Will regular farms like this be replaced because farming without sunlight is more efficient, reduces transport costs and won’t fail because of the weather?
Will regular farms like this be replaced because farming without sunlight is more efficient, reduces transport costs and won’t fail because of the weather?

Sunlight. It is the foundation of life on Earth, the daily pacemaker of human existence and, with the exception of geothermal, the basis for all energy consumed on our little marble. Without it, Earth would be cold, dark, and unrecognisable.

Light’s contribution to food is particularly important. Crop plants use it to convert carbon dioxide and water into sugars and oxygen, for eating and breathing respectively. It’s our most precious chemical reaction but, as global population diverges from the planet’s ability to feed it, one group of Dutch scientists thinks we need a new approach. This approach isn’t to meddle with genes, or to plug extra fertiliser into nitrate-soaked soils. The Dutch group, called PlantLab, have scrapped sunlight altogether.

“The plants look black,” says Gertjan Meeuws, one of the five-strong team. That’s not because they’re rotten or genetically engineered, it’s because they are bathed solely in blue and red light — there is no green light in the PlantLab hanger for the plants to reflect.

The hanger looks like something a character in Blade Runner might have dreamt about. Huge sliding trays of leafy greens (blacks), are tended by an army of robotic arms, and given, according to Meeuws, precisely what they need to thrive. He and his team have been studying plants since 1989, working to better understand their needs and to make the growing process more efficient. They are scientists and engineers, not just businessmen.

“Growing in an open field or greenhouse is not enabling plants to maximise their potential,” Meeuws says. “You have to look at our system as taking two steps at once.
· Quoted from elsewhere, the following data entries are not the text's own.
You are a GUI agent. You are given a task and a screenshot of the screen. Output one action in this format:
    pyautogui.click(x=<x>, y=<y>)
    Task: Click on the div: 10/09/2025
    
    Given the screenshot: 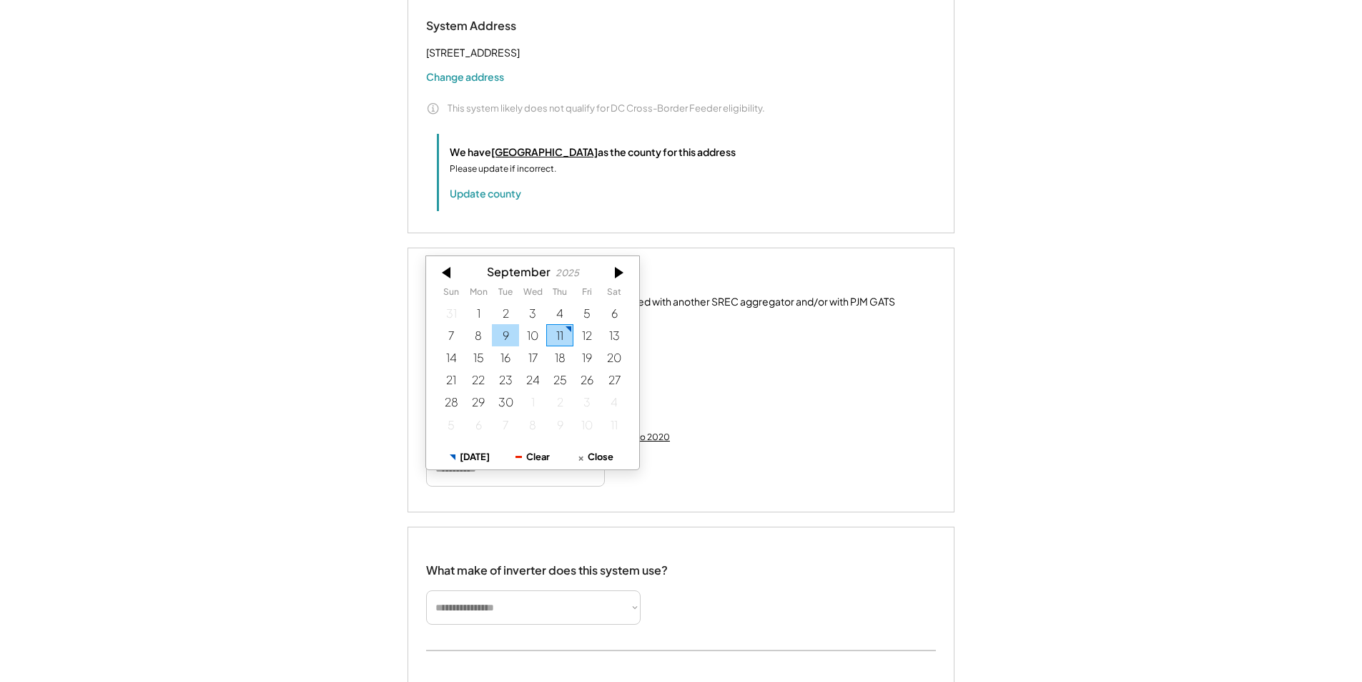 What is the action you would take?
    pyautogui.click(x=560, y=424)
     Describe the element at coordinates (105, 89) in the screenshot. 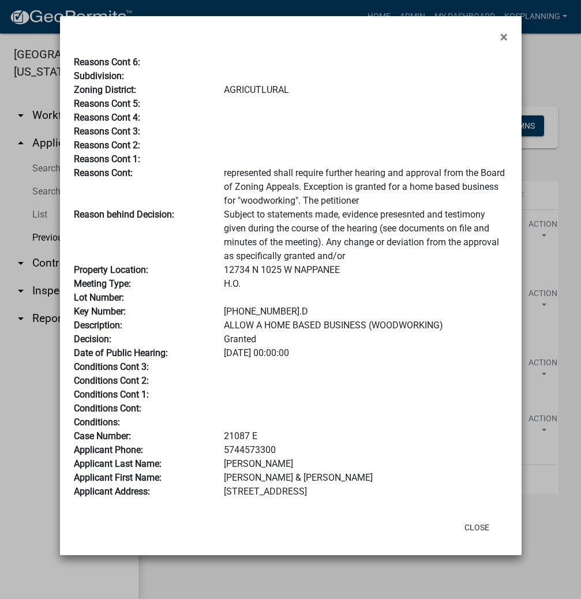

I see `b: Zoning District:` at that location.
Firstly, we grow plants in totally controlled conditions — plant paradise as we call it. The second step is placing these nurseries right at the end of the supply chain, to produce around the corner from the consumer.”
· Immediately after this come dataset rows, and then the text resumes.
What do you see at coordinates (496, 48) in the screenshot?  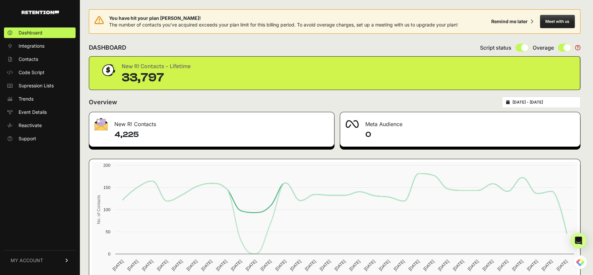 I see `span: Script status` at bounding box center [496, 48].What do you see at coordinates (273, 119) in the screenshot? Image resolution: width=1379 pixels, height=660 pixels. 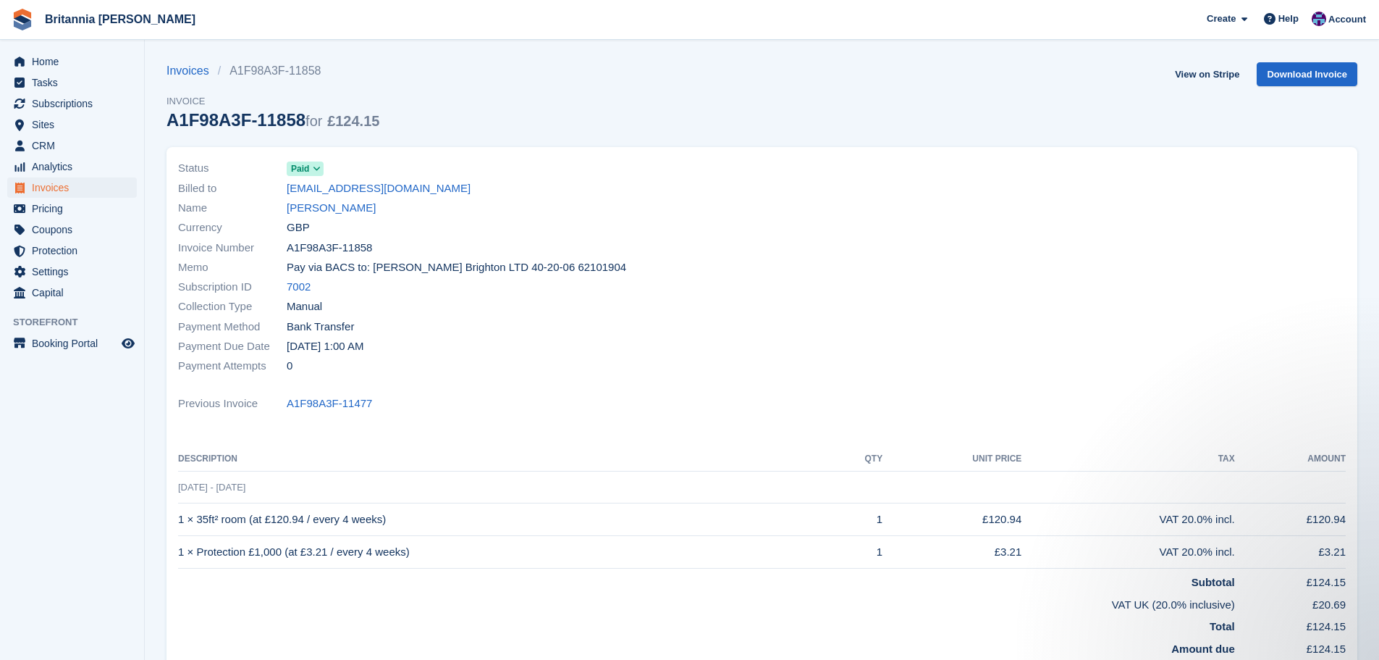 I see `div: A1F98A3F-11858` at bounding box center [273, 119].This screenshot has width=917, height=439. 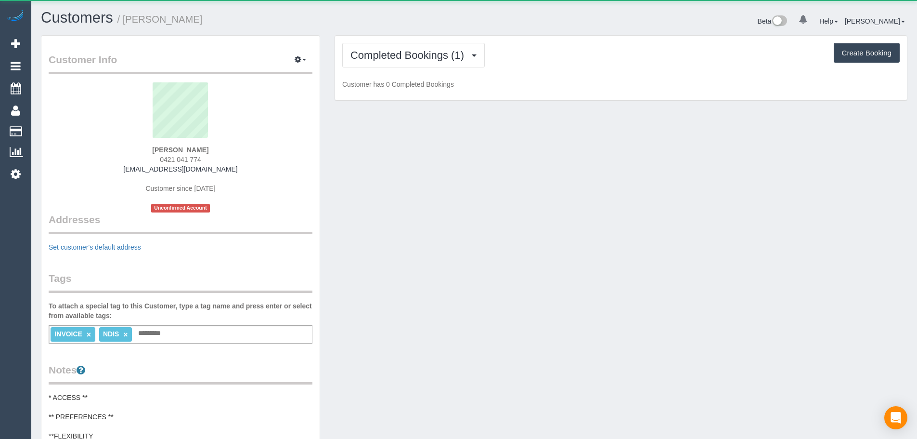 What do you see at coordinates (181, 311) in the screenshot?
I see `label: To attach a special tag to this Customer, type a tag name and press enter or select from availabl...` at bounding box center [181, 311].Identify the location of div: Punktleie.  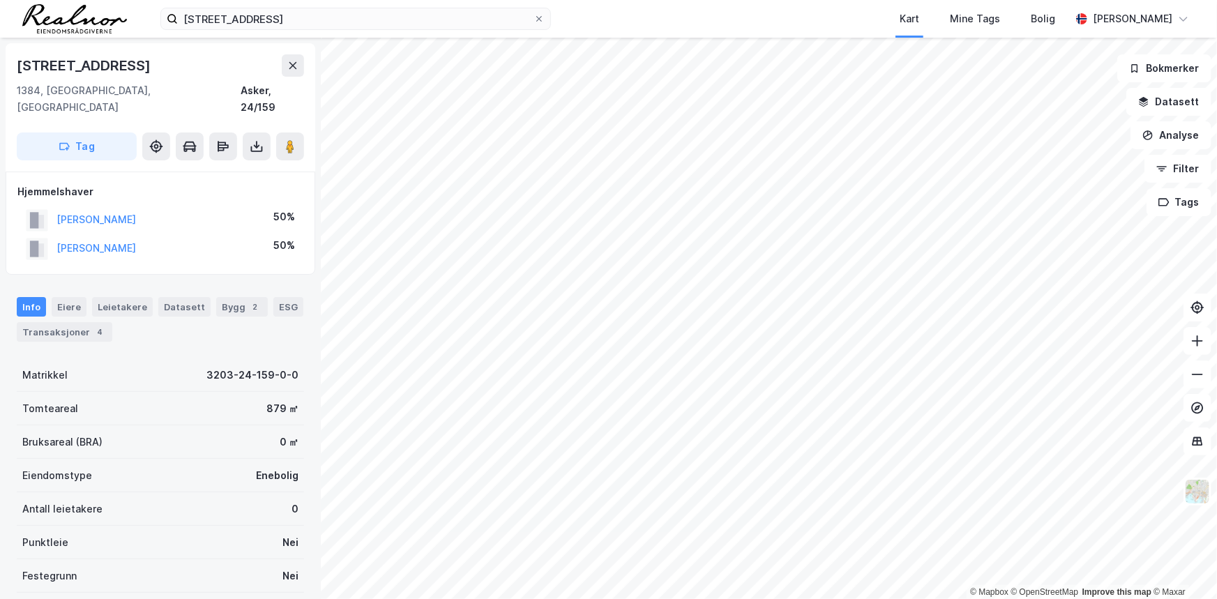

PlantLabs’s controlled conditions are underpinned by some interesting physics. Plants are green because they reflect green light, meaning those specific wavelengths are not involved in the process of photosynthesis. If you tried to grow a tomato plant under a green light, it would die. In the process of reflection, the plant heats up. Like humans, plants have a mechanism for cooling down, but it costs energy which the plant would otherwise use to grow.
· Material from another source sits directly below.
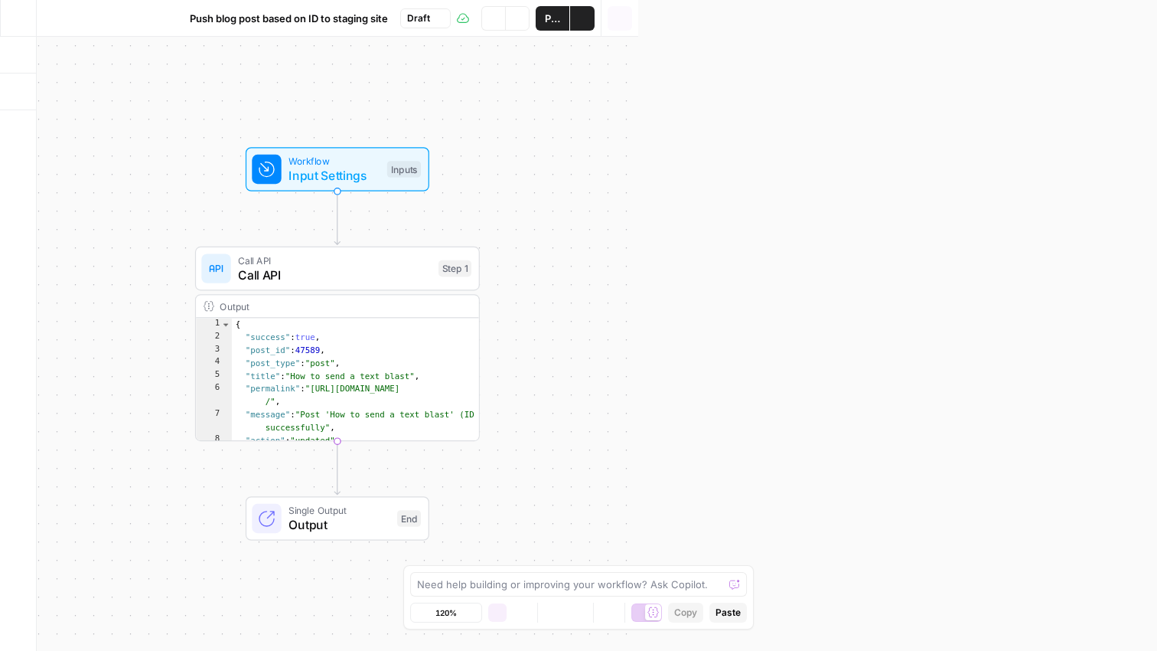  Describe the element at coordinates (419, 18) in the screenshot. I see `span: Draft` at that location.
“Plants have a very intelligent way of cooling themselves,” Meeuws explains. “They take up water through their roots and evaporate it through their leaves. Energy is needed for evaporation, and this energy is taken from the leaves, cooling the plant.”

By giving the plants only blue and red light, PlantLab can avoid heating its plants up unnecessarily, leaving more energy for growth. The atmosphere in the underground hanger is completely controlled for the same reason — to give plants the ideal conditions for growth, rarely found in the real world.

Although there are technical kinks behind farming in the dark, the potential benefits are broad: more nutritious produce, eradicated air-miles, year- round access to fresh vegetables, in any environment on earth. “We have been talking to people in winter sport areas. In the seasons where those areas have the most guests, they have no real fresh salads. It’s a very interesting idea to serve really fresh, just-picked salads right where the consumers are,” Meeuws says.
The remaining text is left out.